» **What is being asked**:
Out of the material that follows, write out exactly the lines from the line with "Describe the element at coordinates (685, 9)" to the line with "The image size is (868, 451).", both ends included, and no others.
-------- Given entries --------
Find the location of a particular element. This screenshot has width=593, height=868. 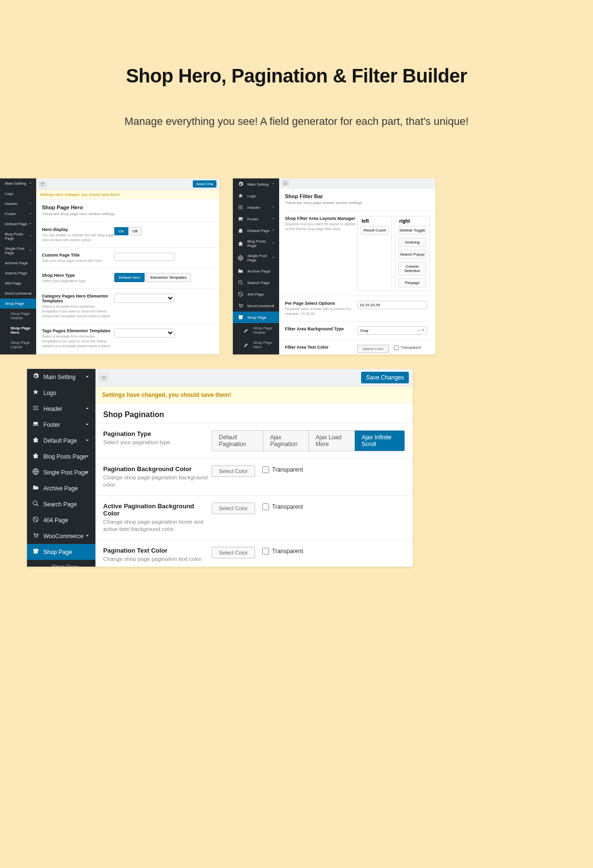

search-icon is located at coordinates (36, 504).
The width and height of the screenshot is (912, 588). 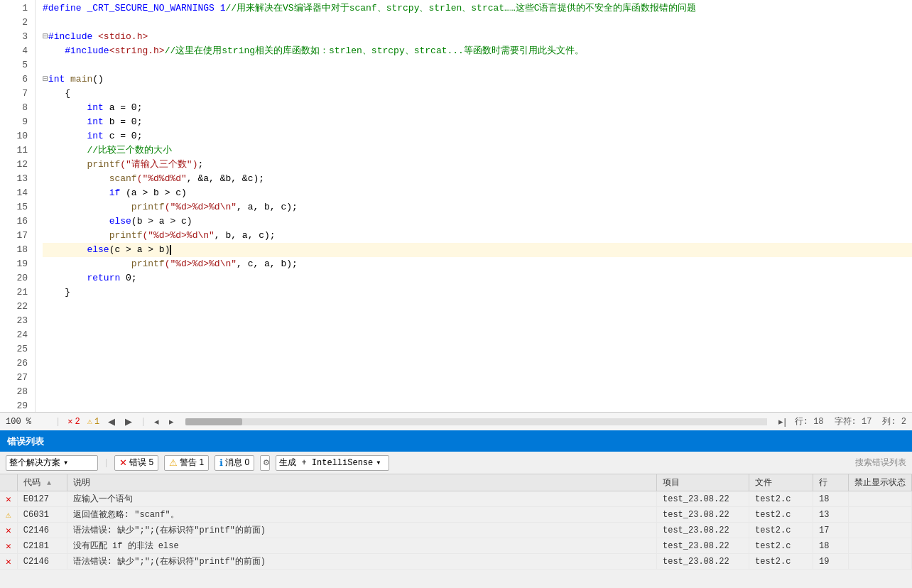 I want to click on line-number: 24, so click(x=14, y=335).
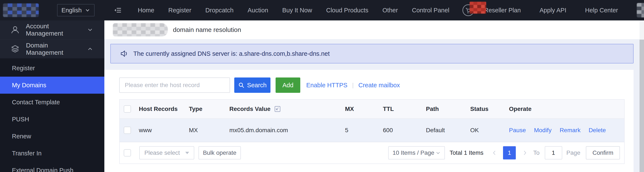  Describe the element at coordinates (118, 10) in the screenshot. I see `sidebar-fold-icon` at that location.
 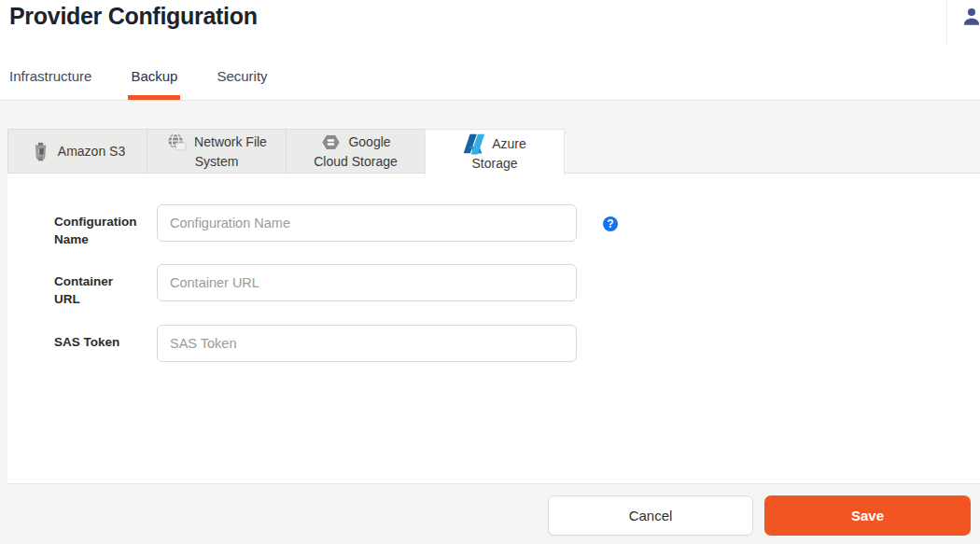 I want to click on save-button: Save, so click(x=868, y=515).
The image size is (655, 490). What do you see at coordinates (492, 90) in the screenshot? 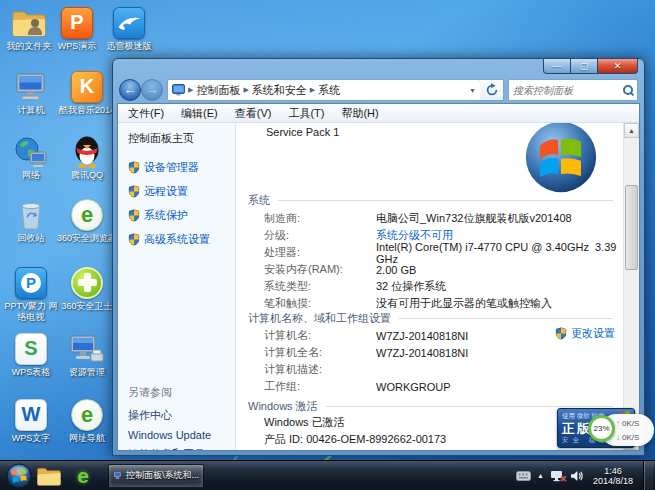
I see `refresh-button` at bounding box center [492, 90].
--------
-------- Given entries --------
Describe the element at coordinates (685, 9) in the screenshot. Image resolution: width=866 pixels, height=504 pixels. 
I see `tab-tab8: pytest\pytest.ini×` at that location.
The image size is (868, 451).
--------
» **Result of this exercise**:
Describe the element at coordinates (685, 9) in the screenshot. Image resolution: width=866 pixels, height=504 pixels. 
I see `tab-tab8: pytest\pytest.ini×` at that location.
The image size is (868, 451).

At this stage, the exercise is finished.